Research Scientist Resume
WA
SUMMARY
A top - performing data scientist and researcher credited with combining research, critical thinking, and analytical expertise to deliver significant contributions to data-driven projects.
AREAS OF EXPERTISE
- Complex Data Analysis
- Statistical Analysis
- Grid Computing
- Instrumentation & Modeling
- Critical Thinking
- Physics
- Software Development
- Data Collection
- Engineering
TECHNICAL SKILLS
Languages: Python, C++, Java, SQL, Teradata, LabVIEW, Fortran, Bash, HTML, LaTeX, CSS
Platforms: GNU/Linux, Mac OSX, VirtualBox, Docker
High Performance Computing: HEP Grids for LHC and Belle II experiments, AWS, HTCondor
Analytics Packages: ROOT, Tableau, R, MS Excel, Turi-Graphlab, pandas, Mat Lab, NumPy
Distributed Computing: Hadoop, MapReduce, Hive, NoSQL, PIG, Spark, DIRAC, PanDA, GridFTP
Machine Learning Algorithms: Neural Net, Boosted Decision Trees, SVM, Logistic and Multi-Variate Linear Regression Analysis
Other: Intel and GNU Compilers, Git, SubVersion, GNU make
PROFESSIONAL EXPERIENCE
Confidential, WA
Research Scientist
Responsibilities:
- Coordinator of Belle II collaboration wide-area-network (WAN) spread across 5 continents.
- Manager of computing working group for a project called Project8.
- Developer of software modules in Python for DIRAC, a distributed computing framework, crucial for monitoring grid health and scheduling replication of multi petabytes of data across the grid.
- Deployed and managed distributed data management system in production setting on a Linux VM for Belle II collaboration.
- Developed monitoring/visualization for distributed data management in Jupyter notebook using MySQL plugin.
- Analyze multi-millions MySQL entries using Pandas, Numpy and Sci-Kit to predict task completion times.
- Contribute to project on Integrated End-to-End Performance Prediction and Diagnosis for Extreme Scientific Workflows.
- Headed team on grid network data challenge to optimize petabytes of data distribution across Asia, Europe, and North America, developing analytics in Python and ROOT/C++ to identify bottlenecks and potential performance loss issues.
- Created a new partial tag technique on petabytes of data to identify a rare process in nature that occurs less than one in a million times, increasing detection efficiency over other common algorithms by a factor of ten.
- Utilized expert-level knowledge of C++ based Belle data analysis libraries to perform clustering, data classification, Monte Carlo simulations, and complex data analysis on large datasets.

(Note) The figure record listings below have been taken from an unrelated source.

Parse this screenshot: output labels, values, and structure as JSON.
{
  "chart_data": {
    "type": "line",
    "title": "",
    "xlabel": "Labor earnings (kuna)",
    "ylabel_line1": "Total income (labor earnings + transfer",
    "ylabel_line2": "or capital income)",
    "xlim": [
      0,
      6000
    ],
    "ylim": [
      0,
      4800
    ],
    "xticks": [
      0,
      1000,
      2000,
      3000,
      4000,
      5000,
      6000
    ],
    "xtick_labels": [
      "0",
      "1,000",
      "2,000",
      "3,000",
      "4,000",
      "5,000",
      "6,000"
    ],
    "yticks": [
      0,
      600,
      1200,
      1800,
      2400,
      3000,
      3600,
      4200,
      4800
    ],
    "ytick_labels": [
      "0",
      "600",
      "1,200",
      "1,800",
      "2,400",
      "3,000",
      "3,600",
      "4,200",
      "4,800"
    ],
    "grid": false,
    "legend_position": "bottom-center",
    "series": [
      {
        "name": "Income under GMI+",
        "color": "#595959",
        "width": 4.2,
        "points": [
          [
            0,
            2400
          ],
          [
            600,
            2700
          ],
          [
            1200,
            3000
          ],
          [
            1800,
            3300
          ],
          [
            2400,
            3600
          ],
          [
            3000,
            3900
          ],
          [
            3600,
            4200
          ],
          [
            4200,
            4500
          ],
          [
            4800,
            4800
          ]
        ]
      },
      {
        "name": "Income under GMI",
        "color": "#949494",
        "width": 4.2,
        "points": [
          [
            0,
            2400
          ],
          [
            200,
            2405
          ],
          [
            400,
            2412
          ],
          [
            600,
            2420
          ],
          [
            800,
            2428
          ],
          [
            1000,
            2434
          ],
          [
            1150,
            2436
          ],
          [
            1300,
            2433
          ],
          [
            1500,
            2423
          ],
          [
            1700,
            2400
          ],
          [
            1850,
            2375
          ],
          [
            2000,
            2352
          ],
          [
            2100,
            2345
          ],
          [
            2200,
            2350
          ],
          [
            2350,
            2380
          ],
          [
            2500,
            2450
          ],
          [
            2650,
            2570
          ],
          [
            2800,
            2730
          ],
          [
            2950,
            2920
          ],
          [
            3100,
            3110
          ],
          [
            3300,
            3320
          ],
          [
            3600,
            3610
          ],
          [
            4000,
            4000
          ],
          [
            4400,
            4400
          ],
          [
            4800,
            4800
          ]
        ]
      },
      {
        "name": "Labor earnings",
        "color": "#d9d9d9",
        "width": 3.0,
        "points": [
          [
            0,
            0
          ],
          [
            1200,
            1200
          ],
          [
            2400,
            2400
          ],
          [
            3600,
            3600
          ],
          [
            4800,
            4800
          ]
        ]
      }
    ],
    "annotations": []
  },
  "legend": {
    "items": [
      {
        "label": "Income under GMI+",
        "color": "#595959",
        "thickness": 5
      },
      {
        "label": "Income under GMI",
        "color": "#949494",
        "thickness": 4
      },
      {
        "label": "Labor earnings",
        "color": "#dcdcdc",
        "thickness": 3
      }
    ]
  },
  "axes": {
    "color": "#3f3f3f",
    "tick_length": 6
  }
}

- Provided user support and retained Belle experiment software stack at PIC (PNNL cluster).
Confidential
Post doctoral fellow
Responsibilities:
- Key contributor to the discovery of Higgs boson in 2012 as part of the LHC-ATLAS team.
- Utilized machine learning techniques to enhance ATLAS detector’s discovery potential for new particles by 10%.
- Discovered, analyzed, and proposed a solution to a significant feature in simulation model of a major Monte Carlo application recovering statistical estimates in most research by up to 20%.
- Developed critical data quality software for a sub-system of the LHC-ATLAS experiment.
Confidential, Pittsburgh, PA
Graduate Research Assistant
Responsibilities:
- Designed, installed, and commissioned one sub-detector for LHC-ATLAS experiment at CERN, Geneva and developed software in LabView to stress test the sub-detector.
- Pioneered development of trigger-aware analysis framework in C++, enabling the system to sift through petabytes of raw data and extract normalized event rate critical for meaningful analysis and providing software tutorials for the same available on official CERN wiki sites.
- Performed statistical analysis in C++ and Python to predict sensitivity reach of ATLAS experiment to yet undiscovered processes.